You will never know enough.
And you'll know even less if you don't read.
Tomorrow I have a scheduled post about Christopher Columbus. This is a good primer for that post.
For the last few months I’ve been picking at SAINTS AND STRANGERS by Willison, a 1945 writeup of the Pilgrim Fathers and how they succeeded against the longest odds they could have imagined. Over the weekend I went camping near Wichita Falls (gorgeous part of Oklahoma) and I spent some time reading in the shade.
I’m through the thickest part of the beginning, which is extremely detailed (and thus at times very slow). Now I’m into the first year at Plymouth, a saga I’ve read many times and am quite familiar with…
…and it blows my mind that I’m still learning big, foundational things about that era.
Either that, or Willison gets some things tremendously wrong in his narrative here.
For simplicity, I’ll focus on two specific figures: John Carver, and Squanto. Carver was the first governor of Plymouth, and just about every other account that I’ve read about him puts his age somewhere in his mid-30s when he died (1621). But Willison goes on at length about how Carver’s death was a passing of the torch from one generation to the next, because he was in his 60s, and his successor (William Bradford) was 32.
This isn’t just a numerical mix-up, it is a profound marker of institutional change at Plymouth. My cherished Mayflower Pilgrim chart on my office wall says he was 35, while a Grok search says 56. (Grok cited that great whore of the earth, Wikipedia.)
I told it to give me something accurate, so it cited The Great Migration Begins: Immigrants to New England 1620-1633, a three-volume set published in 1995 that covers the lives of 900 families who moved to New England in a 13-year span. This confirms that his age was approximately 56, so even if it’s off by a decade, he wasn’t 35. It was indeed a generational change when Bradford assumed the role of governor.
Despite my poster being put out by Pilgrim Hall Museum (www.pilgrimhall.org), the age listed for Carver couldn’t possibly be right. This same poster lists John Howland’s age as 28, while other sources put him at 21, much closer to the age of his young wife Elizabeth Tilley.
Granted, out of all the Pilgrim books I’ve read, Willison is the first writer to make this specific comment about Carver’s age and what his death represented for Plymouth, or at least this is the first time it’s really caught my attention.
As for Squanto, Willison—again, in 1945—repeated a later-debunked claim about the Patuxet man, saying that his 1614 voyage to Europe (enslaved by an Englishman) was his second such trip, not his first. Apparently it was believed that another Englishmen, George Weymouth, took Squanto in 1605, then brought him back in 1614, only for Squanto to be one of 27 Wampanoags tricked onto Thomas Hunt’s boat and dragged back to Europe that very same year.
(I really struggle to think anyone would be that stupid.)
So while Willison gets Carver’s age right, he apparently gets Squanto’s time in Europe very wrong. If Squanto had spent literally half his life (and all his adult years) traveling with Englishmen, Bradford might have written about that in his detailed records of Plymouth’s early years. But he didn’t.
In summary, I’m reading my 8th or 9th book about Plymouth, the Mayflower, and the Pilgrims, and I’m constantly learning news things, while also double-checking other stuff I’ve read about it. In the end, you’re dealing with stories about people, recorded by people, who have their own flaws and agendas, and the best approach you can take is to consult a wide array of sources and scrutinize them with integrity.
This is relevant in the context of Columbus because I highly suspect that his most vociferous critics in 2025 are doing no such thing. They read the Internet, not books, and certainly not old books with primary sources. (Though as we see in Willison’s case, he can get things wrong too.)
For every opinion you have, challenge yourself. Read up on it. Read a lot about it. One book doesn’t count, especially without taking the writer’s biases into consideration. Challenge what you know—or think you know.
And for the sake of all sanity, stay the hell away from Reddit.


▶ _WHAT IS REQUIRED_: Report the number of lines in the records below that hold "Disclosures", and leave out everything else.
*** Block opens ***
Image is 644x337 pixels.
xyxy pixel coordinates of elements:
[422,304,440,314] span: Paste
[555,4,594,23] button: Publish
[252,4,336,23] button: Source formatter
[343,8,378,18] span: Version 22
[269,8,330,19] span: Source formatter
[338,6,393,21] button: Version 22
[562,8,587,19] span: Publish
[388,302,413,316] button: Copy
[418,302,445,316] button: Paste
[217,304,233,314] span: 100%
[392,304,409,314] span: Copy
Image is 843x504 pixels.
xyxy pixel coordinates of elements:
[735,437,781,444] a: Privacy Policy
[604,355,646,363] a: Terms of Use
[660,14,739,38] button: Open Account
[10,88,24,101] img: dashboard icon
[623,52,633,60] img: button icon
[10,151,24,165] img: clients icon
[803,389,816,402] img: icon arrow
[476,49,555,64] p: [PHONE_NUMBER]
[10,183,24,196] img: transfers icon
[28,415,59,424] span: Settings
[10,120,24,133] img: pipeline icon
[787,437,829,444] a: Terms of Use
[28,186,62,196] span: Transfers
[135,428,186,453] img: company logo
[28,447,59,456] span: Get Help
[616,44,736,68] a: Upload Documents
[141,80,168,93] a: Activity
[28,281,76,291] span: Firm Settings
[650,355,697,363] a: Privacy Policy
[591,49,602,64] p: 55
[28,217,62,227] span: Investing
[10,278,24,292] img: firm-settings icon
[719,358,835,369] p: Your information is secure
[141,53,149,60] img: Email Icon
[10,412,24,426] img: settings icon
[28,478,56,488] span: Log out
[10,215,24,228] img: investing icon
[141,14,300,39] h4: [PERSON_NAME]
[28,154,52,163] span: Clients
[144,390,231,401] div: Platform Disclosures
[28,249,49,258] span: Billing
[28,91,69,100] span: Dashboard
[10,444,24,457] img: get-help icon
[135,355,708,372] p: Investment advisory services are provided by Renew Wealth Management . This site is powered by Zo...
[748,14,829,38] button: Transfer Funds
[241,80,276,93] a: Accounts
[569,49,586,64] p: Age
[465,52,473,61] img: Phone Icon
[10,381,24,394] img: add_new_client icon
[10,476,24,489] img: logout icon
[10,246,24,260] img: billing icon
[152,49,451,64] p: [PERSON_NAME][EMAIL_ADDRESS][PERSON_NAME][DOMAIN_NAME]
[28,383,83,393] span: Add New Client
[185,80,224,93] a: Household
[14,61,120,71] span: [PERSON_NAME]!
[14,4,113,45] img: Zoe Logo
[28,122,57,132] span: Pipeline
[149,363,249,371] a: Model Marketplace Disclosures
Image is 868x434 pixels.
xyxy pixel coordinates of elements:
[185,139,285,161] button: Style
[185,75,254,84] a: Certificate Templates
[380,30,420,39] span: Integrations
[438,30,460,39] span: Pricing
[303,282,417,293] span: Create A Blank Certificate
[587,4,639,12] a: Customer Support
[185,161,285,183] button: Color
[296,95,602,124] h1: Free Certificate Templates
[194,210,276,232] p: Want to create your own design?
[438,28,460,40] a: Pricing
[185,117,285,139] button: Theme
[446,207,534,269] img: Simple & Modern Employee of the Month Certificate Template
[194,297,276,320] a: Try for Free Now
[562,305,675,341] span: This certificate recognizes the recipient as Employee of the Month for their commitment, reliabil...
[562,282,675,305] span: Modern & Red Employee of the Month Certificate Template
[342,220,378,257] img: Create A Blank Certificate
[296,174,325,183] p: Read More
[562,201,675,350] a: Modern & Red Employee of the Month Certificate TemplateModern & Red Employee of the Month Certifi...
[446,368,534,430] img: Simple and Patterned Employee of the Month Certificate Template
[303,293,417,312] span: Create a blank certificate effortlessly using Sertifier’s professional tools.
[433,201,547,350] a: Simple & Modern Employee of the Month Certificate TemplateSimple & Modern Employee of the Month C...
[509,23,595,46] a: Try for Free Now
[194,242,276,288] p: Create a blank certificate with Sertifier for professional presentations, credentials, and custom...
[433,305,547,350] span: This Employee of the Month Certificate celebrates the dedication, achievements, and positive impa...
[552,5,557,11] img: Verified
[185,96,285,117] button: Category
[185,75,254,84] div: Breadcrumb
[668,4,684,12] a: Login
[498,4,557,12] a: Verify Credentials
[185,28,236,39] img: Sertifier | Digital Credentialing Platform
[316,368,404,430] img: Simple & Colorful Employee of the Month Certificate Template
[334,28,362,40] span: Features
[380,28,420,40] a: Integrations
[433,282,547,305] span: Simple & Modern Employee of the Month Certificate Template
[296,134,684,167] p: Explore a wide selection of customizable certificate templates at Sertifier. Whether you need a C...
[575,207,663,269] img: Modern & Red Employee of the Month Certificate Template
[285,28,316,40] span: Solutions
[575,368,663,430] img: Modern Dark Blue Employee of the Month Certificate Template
*** Block closes ***
▶ _EXERCISE RESPONSE_: 2